Task brief
Each line from the one containing "Identify the location of Overview." through the final line of the records is to be repeated exactly, with no additions.

☆ ☆ ☆ ☆ ☆

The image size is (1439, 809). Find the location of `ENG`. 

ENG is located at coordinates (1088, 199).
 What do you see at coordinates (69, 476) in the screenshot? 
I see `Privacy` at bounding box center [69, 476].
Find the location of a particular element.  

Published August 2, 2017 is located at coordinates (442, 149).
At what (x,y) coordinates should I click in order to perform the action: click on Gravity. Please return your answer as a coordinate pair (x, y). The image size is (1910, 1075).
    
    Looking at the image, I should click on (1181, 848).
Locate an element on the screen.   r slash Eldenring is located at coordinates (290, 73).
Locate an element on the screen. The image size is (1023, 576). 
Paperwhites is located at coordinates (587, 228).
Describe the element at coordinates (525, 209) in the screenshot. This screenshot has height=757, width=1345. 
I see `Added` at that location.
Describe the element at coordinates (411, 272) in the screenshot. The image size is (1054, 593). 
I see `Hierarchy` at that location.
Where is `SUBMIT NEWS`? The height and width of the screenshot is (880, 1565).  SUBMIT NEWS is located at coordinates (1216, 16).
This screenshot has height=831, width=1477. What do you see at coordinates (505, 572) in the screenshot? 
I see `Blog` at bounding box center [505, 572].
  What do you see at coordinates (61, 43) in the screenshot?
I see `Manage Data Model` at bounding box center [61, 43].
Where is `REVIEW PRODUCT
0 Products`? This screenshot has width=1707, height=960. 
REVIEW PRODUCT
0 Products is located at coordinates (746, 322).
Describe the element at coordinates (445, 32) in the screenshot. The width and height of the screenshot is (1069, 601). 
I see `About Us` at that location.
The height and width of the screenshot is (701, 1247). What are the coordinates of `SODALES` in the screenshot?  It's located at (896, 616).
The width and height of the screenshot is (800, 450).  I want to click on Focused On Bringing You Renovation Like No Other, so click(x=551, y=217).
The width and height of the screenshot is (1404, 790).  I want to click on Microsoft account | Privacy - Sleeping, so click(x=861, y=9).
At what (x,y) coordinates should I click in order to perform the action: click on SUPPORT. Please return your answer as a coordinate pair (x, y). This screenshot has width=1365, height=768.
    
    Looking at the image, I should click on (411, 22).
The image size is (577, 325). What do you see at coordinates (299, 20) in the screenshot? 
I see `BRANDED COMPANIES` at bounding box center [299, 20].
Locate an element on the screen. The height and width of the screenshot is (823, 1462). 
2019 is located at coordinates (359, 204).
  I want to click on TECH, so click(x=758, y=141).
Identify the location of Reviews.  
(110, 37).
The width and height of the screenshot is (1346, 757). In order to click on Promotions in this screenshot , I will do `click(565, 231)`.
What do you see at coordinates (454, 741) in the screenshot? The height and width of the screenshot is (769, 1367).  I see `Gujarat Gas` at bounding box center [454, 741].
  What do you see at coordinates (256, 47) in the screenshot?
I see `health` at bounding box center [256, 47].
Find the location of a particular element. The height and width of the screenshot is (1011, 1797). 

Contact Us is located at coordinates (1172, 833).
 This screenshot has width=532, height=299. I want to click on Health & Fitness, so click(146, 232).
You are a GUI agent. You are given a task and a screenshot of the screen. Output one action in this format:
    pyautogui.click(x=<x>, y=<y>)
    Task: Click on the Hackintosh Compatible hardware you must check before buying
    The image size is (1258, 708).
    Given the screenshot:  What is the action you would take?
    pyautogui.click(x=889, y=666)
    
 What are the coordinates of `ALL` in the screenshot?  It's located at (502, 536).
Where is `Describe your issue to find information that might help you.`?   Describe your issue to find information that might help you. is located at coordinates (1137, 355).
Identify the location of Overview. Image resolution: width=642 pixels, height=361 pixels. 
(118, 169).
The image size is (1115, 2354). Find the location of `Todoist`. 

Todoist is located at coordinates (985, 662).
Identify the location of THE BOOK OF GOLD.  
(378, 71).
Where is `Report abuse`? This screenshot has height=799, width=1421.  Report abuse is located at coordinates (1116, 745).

☆ ☆ ☆ ☆ ☆

Response area
Identify the location of Overview. Image resolution: width=642 pixels, height=361 pixels. 
(118, 169).
The image size is (1115, 2354). Find the location of `Todoist`. 

Todoist is located at coordinates (985, 662).
Identify the location of THE BOOK OF GOLD.  
(378, 71).
Where is `Report abuse`? This screenshot has height=799, width=1421.  Report abuse is located at coordinates (1116, 745).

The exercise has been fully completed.